The HostDenied field is renamed to ssh. To preserve existing data,
# cd /var/lib/munin/example.net
# mv hostname-hostsdeny-HostsDenied-g.rrd hostname-hostsdeny-sshd-g.rrd
This refactor incidentally also fixes a bug where empty or commented-out
lines where also counted.
Signed-off-by: Olivier Mehani <shtrom@ssji.net>
The API tends to be unstable and often fail with a 500,
which makes the plugin disappear. Keeping a cache allows
to prevent some flickering of the graph.
This allows us to further split config data-fetching from live
data-fetching, thus removing the need to support DIRTYCONFIG.
Signed-off-by: Olivier Mehani <shtrom@ssji.net>
We need to set the date for all plugins, otherwise the lagging `daily`
one is assumed for all, and confuses spoolfetch and other time-based
sanity checks.
Signed-off-by: Olivier Mehani <shtrom@ssji.net>
Also make the daily graph more flexible, by always reporting the second
last value (presumably the previous, but sometimes the API lags a bit,
and actively requesting by date result in never reporting some late
data).
Signed-off-by: Olivier Mehani <shtrom@ssji.net>
* Add support for StartTLS in ssl-certificate-expiry
Added support for StartTLS in ssl-certificate-expiry
Use env.services foo.example.net_25_smtp to enable StartTLS on a SMTP server.
- SYSFS: buster has an existing /sys/fs/cgroup/systemd/lxc/$guest_name/tasks,
which does not contain anything useful, so checking
/sys/fs/cgroup/cpuacct/lxc/$guest_name/tasks first.
- spurious blank space for lxc_net and lxc_ram in here document
With Debian 10 the command "ntpq -c iostats -c sysstats" produces one empty line.
The additional if condition tackles this.
Traceback (most recent call last):
File "/etc/munin/plugins/ntp_packets", line 91, in <module>
stats[line.split(':')[0]] = int(line.split(':')[1])
IndexError: list index out of range
The plugin saw only one substantial commit (its initial addition to the
repository). This very first version of the plugin was already broken
(undefined variable "core1") and was never fixed.
Thus it feels sane to assume, that the plugin was never used.
Many plugins are still failing these tests.
These expected failures are listed in a file
(t/test-exception-wrapper.expected-failures)
A wrapper script is used for running the tests and comparing the result
with the expectation (based on the file being listed in the above file).
This allows to test all new plugins, while ignoring all known failures.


**Task goal**:
Quote exactly and only this range of lines in the data below: the line that holds "Please detect woman in the image." to the line that holds "The screen is", both included.

::: Source information

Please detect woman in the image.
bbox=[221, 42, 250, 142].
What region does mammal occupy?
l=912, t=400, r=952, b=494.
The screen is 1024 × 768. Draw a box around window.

::::::
::: Source information

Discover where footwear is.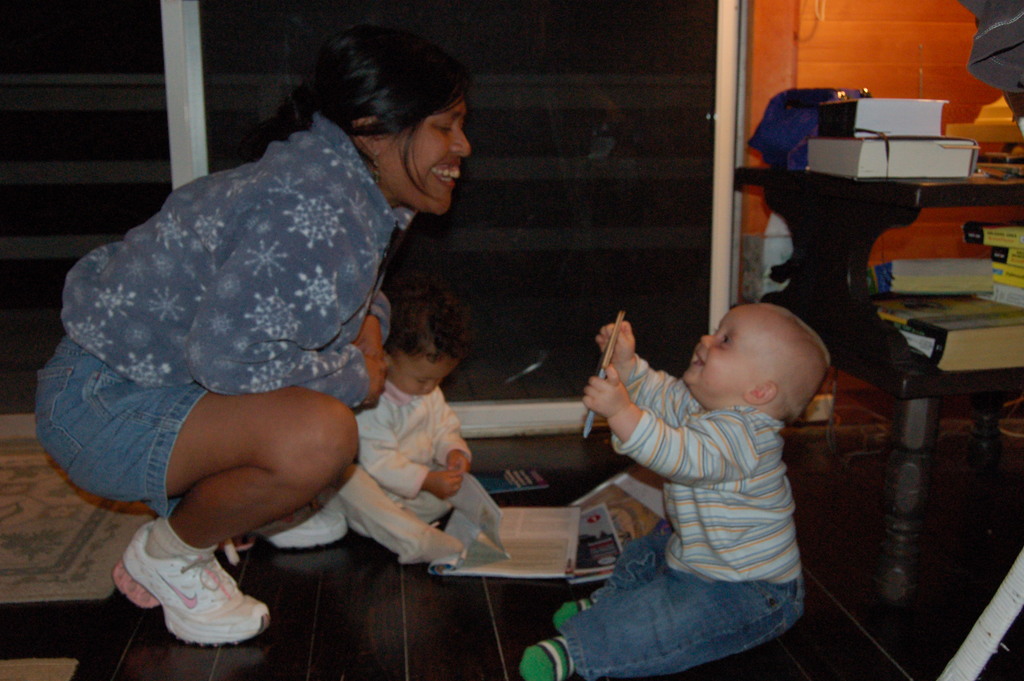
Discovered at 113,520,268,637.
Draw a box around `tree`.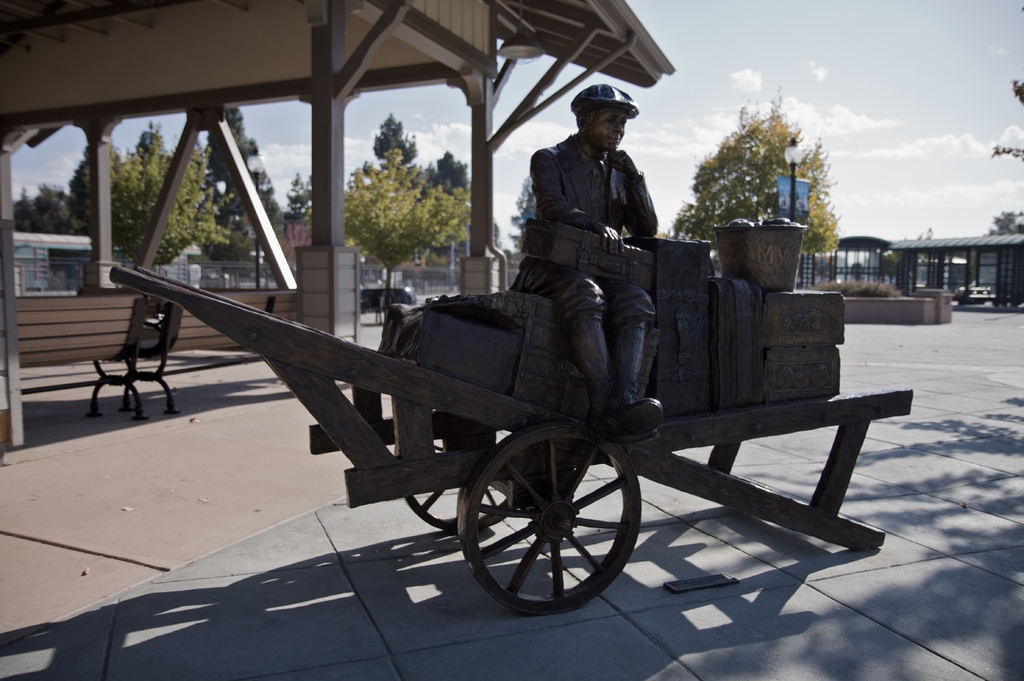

::::::
::: Source information

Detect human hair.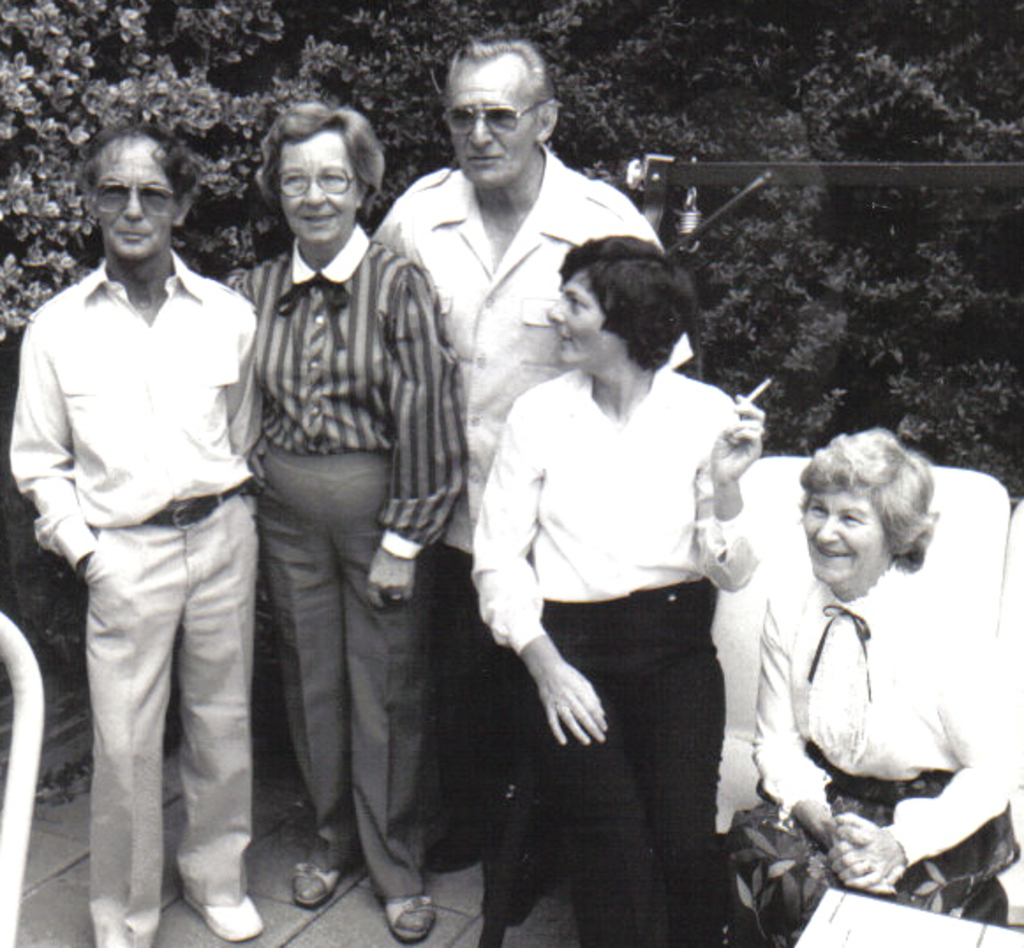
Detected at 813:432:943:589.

::::::

**Answer box**:
Please detect woman in the image.
bbox=[221, 42, 250, 142].
What region does mammal occupy?
l=912, t=400, r=952, b=494.
The screen is 1024 × 768. Draw a box around window.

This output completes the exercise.